Gjør som tusenvis av andre bokelskere
Abonner på vårt nyhetsbrev og få rabatter og inspirasjon til din neste leseopplevelse.
Ved å abonnere godtar du vår personvernerklæring.Du kan når som helst melde deg av våre nyhetsbrev.
An English lit account of how contemplation worked for medieval audiences and how works were presented to readers at the time to aid them in achieving a contemplative state.
Lincoln mounts an argument for the value of comparison, which is often derided as limited and limiting; instead, he shows how carefully considered comparisons can illuminate both subjects.
Between 1949 and 1955, the State Department pushed for an international fisheries policy grounded in maximum sustainable yield (MSY). This title reveals that the fallibility of MSY lies at its very inception - as a tool of government rather than science. It charts the history of US fisheries science using MSY.
Jacobson draws on survey data from the past seven administrations to show that the expansion of the executive branch in the twentieth century that gave presidents a greater role in national government also gave them an enlarged public presence, magnifying their role as the parties' public voice and face.
Examines the pervasive expectation of continual "innovation" in the business sector.
A historical, scientific, and political analysis of how sexuality is represented at the intersection of queer studies, modernist studies, American studies, history of sexuality, and medical humanities.
A very close look at language and landscape design in the eighteenth and early nineteenth centuries, looking at how the word "approach" changed from a verb to a noun, coming to denote the drive up to an estate.
"This work looks into the Colombian government's efforts to demobilize rebel FARC fighters and transform them into the entrepreneurial subjects and consumer citizens. Anthropologist Alexander Fattal shows how the market has become one of the principal grounds on which counterinsurgency warfare is waged in Colombia."--Supplied by publisher.
An account of the creation of the property market in modern Britain, which had not known a robust market in property as a truly separate, tradeable good before, but instead had seen it as part of a complicated web of social and political obligation and power.
Hell shows how the Third Reich was inspired by the Roman Empire--but, weirdly, more by its ruins than its heights, seeing in them a mark of its greatness and lasting legacy.
The first collection in English of the writings of Russian conceptual artist Ilya Kabakov, a leading figure in the avant garde in the 1960s and '70s and a major influence on artists today.
Abonner på vårt nyhetsbrev og få rabatter og inspirasjon til din neste leseopplevelse.
Ved å abonnere godtar du vår personvernerklæring.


== YOUR TASK ==
Once the pictures are set aside, reproduce the remaining data exactly.

Saved data entries
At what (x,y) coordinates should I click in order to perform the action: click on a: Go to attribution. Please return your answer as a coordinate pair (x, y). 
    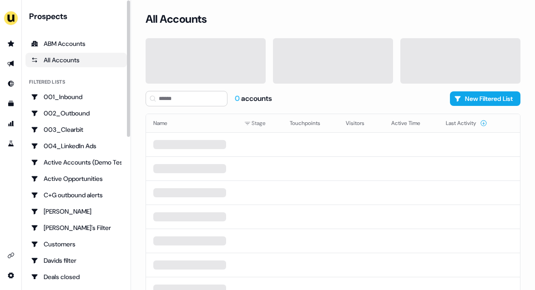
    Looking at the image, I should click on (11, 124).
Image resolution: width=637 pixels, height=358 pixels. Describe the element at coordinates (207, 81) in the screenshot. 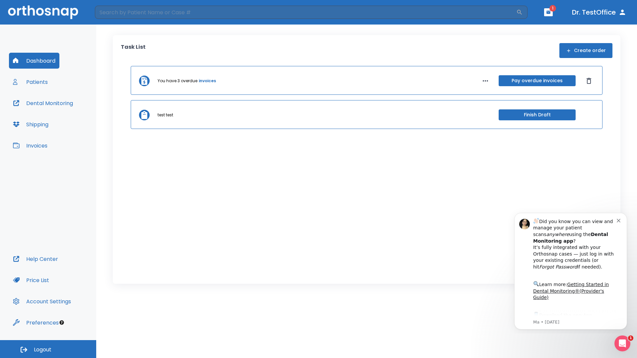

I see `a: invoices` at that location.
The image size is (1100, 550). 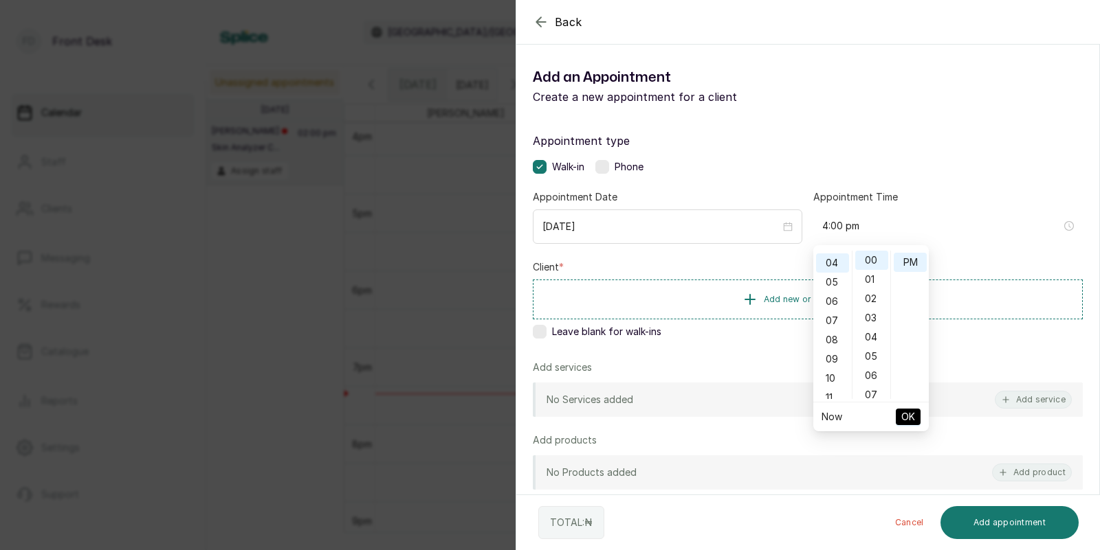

== RESPONSE BOX ==
At what (x,y) coordinates should I click in order to perform the action: click on a: Go to attribution. Please return your answer as a coordinate pair (x, y). 
    Looking at the image, I should click on (11, 124).
Image resolution: width=637 pixels, height=358 pixels. Describe the element at coordinates (207, 81) in the screenshot. 

I see `a: invoices` at that location.
The image size is (1100, 550). 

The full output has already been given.